Interview with Lauren Fox, author of “Days of Awe”
When I had finished „Days of Awe“ I was happy and sad at the same time. Happy, because Lauren Fox had written a realistic ending to the story of Izzy, daughter of a Holocaust survivor, whose world is turned upside down when the loss of both her best friend and her husband leave disenchanted with middle-aged life. Sad, because I wanted to know more, especially about where Lauren Fox had found the courage to create a protagonist whose family’s experience of persecution plays a role in her life without being the only thing that defines her.
Fortunately, Lauren Fox agreed to answer some questions I had emailed her.
What made you decide to weave the theme of the relationship between a survivor and her daughter into a story about female friendship, disintegrating and new romantic relationships?
One of the pleasures of being a fiction writer is that I get to explore my ideas, obsessions, questions, concerns and passions and turn them into what I hope will ultimately be a cohesive and complex story. I write realistic fiction, and nobody’s life is made up of one single issue and nothing else; our lives are complicated by so many swirling, overlapping, sometimes opposing themes. So that’s why Izzy, my protagonist, faces the grief over her friend’s death along with her disintegrating marriage, changing relationship with her daughter, new spark with someone, and loving but messy connection with her mother. It’s all part of the same package, and my hope is that each piece enriches the other.
In an article in the New York Times you wrote about finding your great-grandmother’s letter and the crucial influence this discovery has had on you. Reading that article one could expect that your family’s history would appear in a less subtle manner in your fictional writing. What made you choose this approach?
Over the years, I’ve considered writing a novel in which the themes of the Holocaust and survival play more bluntly into the narrative, but that approach has never felt quite right to me. I suspect that our generation – children and grandchildren of survivors and Jewish emigrants – feels this history differently from the generations that preceded us; for Izzy, it’s a thread woven into a larger quilt.
In “Day of Awe” Izzie recalls her mother’s reaction to the Gemütliche Bierhaus in the following sentence: „[W]henever Helene drove past it, she would shudder and say something like ‚Later, after zese beers, ve vill burn down ze synagogue.‘ Frequenting it as an adult made me feel brave and ordinary.” Why did you find it important to characterize Izzie as somebody who does not consider herself to be “ordinary”?
Well, I try not to talk too much about how personal this novel is, and how much of my personal history plays into it, but I will say that Helene and my mother share this experience; both were children when they left Germany with their immediate families, and both lost many family members who stayed behind. So my back story for Izzy is personal, too – she grew up feeling the burden of this difficult history, and so, for her, the definition of “ordinary” is someone who is light and airy, who doesn’t feel a sense of impending doom around the corner. I think that this history makes us empathetic and sensitive to the pain of the world, but it also makes us unusually fearful and attuned to danger – out of the ordinary in that way. It would be a treat for her to feel ordinary, but she knows it’s impossible.
In “Every Breath Amazing” you mention taking your daughters with you on the trip to Germany. How do you pass on your family’s story to them? Do they take any interest in it?
My daughters are twelve and eight, so the older one can handle some of this, and the younger one isn’t really old enough. So that was one of the challenges of being in Germany with them – how to be sensitive to their curiosity but also to their different levels of emotional sophistication. I explained things to them as simply and straightforwardly as I could, and I answered their questions if they had them, but I didn’t push it too far. My older daughter especially was definitely interested. As we traveled around Germany, I made sure that we stopped at every Stumbling Stone we saw and paid attention to the names engraved on them; that respect and repetition, I think, was important to all of us.
What is your advice for other descendants of survivors on how to write about their family’s experience of persecution?
I tell aspiring writers to write their passions, or to write to try to answer the big questions that motivate them. So for me, discovering my great-grandmother’s letters became an encompassing and motivating question. But as for how to actually write about this subject, it’s necessarily different for everyone; I think my only advice would be to do as much research as you can, because, whether you’re writing fiction or non-fiction, truth and accuracy of representation are paramount, and are the best defenses against both forgetting and denial.
What are your ideas for a future of remembrance?
I don’t know much about remembrance as a field of study – maybe because it seems to be in such competent hands. I’ve largely concerned myself with writing fiction – where, as I’ve discussed, these themes are more embedded than obvious. But hopefully one common element of a future of remembrance is to work against xenophobia and injustice. There is no better way to honor this history than by trying to prevent it from happening again.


• **Problem to work on**: From the entries below, copy every line holding the word "formula".

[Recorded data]
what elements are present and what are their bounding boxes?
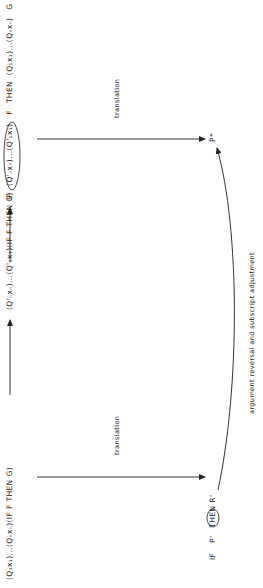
final-circled-quantifiers: (Q'ₙxₙ)...(Q'₁x₁)	[5, 123, 14, 185]
node-p-star: P*	[209, 133, 217, 142]
arrow-argument-reversal	[217, 148, 234, 490]
label-translation-right: translation	[114, 79, 121, 118]
diagram-canvas: (Q₁x₁)...(Qₙxₙ)(IF F THEN G) (Q'ₙxₙ)...(…	[0, 0, 263, 588]
translated-if: IF	[208, 553, 217, 560]
final-g: G	[5, 4, 14, 10]
translated-circled-p: P'	[208, 535, 217, 542]
node-final-formula: IF (Q'ₙxₙ)...(Q'₁x₁) F THEN (Q₁x₁)...(Qₙ…	[6, 4, 14, 200]
diagram-edges	[0, 0, 263, 588]
translated-then: THEN R'	[208, 495, 217, 528]
label-argument-reversal: argument reversal and subscript adjustme…	[249, 252, 256, 414]
final-if: IF	[5, 193, 14, 200]
node-reversed-formula: (Q'ₙxₙ)...(Q'₁x₁)(IF F THEN G)	[6, 192, 14, 310]
final-then: THEN	[5, 81, 14, 103]
final-quantifiers: (Q₁x₁)...(Qₙxₙ)	[5, 18, 14, 76]
label-translation-left: translation	[114, 416, 121, 455]
final-f: F	[5, 110, 14, 115]
node-original-formula: (Q₁x₁)...(Qₙxₙ)(IF F THEN G)	[6, 467, 14, 580]
node-translated-formula: IF P' THEN R'	[209, 495, 217, 560]
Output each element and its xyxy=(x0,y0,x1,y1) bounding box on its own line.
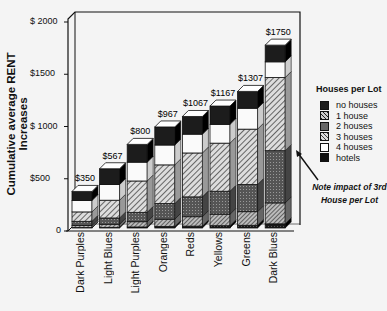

• **Written response**:
node-final-formula: IF (Q'ₙxₙ)...(Q'₁x₁) F THEN (Q₁x₁)...(Qₙ…	[6, 4, 14, 200]
node-reversed-formula: (Q'ₙxₙ)...(Q'₁x₁)(IF F THEN G)	[6, 192, 14, 310]
node-original-formula: (Q₁x₁)...(Qₙxₙ)(IF F THEN G)	[6, 467, 14, 580]
node-translated-formula: IF P' THEN R'	[209, 495, 217, 560]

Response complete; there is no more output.